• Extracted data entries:
*** Begin section ***

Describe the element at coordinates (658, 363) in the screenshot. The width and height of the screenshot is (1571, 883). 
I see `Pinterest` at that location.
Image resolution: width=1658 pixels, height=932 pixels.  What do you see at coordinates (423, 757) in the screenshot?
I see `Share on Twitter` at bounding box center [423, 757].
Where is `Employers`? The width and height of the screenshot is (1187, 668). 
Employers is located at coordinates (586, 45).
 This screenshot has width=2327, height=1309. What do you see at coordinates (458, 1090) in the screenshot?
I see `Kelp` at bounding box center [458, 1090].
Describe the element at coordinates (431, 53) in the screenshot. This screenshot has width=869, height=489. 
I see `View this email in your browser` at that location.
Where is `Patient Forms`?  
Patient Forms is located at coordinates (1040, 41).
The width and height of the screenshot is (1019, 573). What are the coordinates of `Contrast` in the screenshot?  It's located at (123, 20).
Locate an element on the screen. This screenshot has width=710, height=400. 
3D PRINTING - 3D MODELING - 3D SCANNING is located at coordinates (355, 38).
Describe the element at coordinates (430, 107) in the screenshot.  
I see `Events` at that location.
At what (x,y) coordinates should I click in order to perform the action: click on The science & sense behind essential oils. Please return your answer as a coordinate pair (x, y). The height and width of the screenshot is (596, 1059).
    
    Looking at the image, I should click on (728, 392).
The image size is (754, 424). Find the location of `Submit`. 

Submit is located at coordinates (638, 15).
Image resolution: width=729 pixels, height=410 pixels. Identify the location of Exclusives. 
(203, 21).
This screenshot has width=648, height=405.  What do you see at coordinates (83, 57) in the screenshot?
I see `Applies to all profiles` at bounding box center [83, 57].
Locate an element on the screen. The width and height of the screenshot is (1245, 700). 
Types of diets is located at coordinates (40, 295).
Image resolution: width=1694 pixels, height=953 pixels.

*** End section ***

• Exercise requirements: All lines from the line holding "Image resolution: width=729" through the end of the records above need to be transcribed exactly, and no other text should appear.

• Exercise response:
Image resolution: width=729 pixels, height=410 pixels. Identify the location of Exclusives. 
(203, 21).
This screenshot has width=648, height=405.  What do you see at coordinates (83, 57) in the screenshot?
I see `Applies to all profiles` at bounding box center [83, 57].
Locate an element on the screen. The width and height of the screenshot is (1245, 700). 
Types of diets is located at coordinates (40, 295).
Image resolution: width=1694 pixels, height=953 pixels.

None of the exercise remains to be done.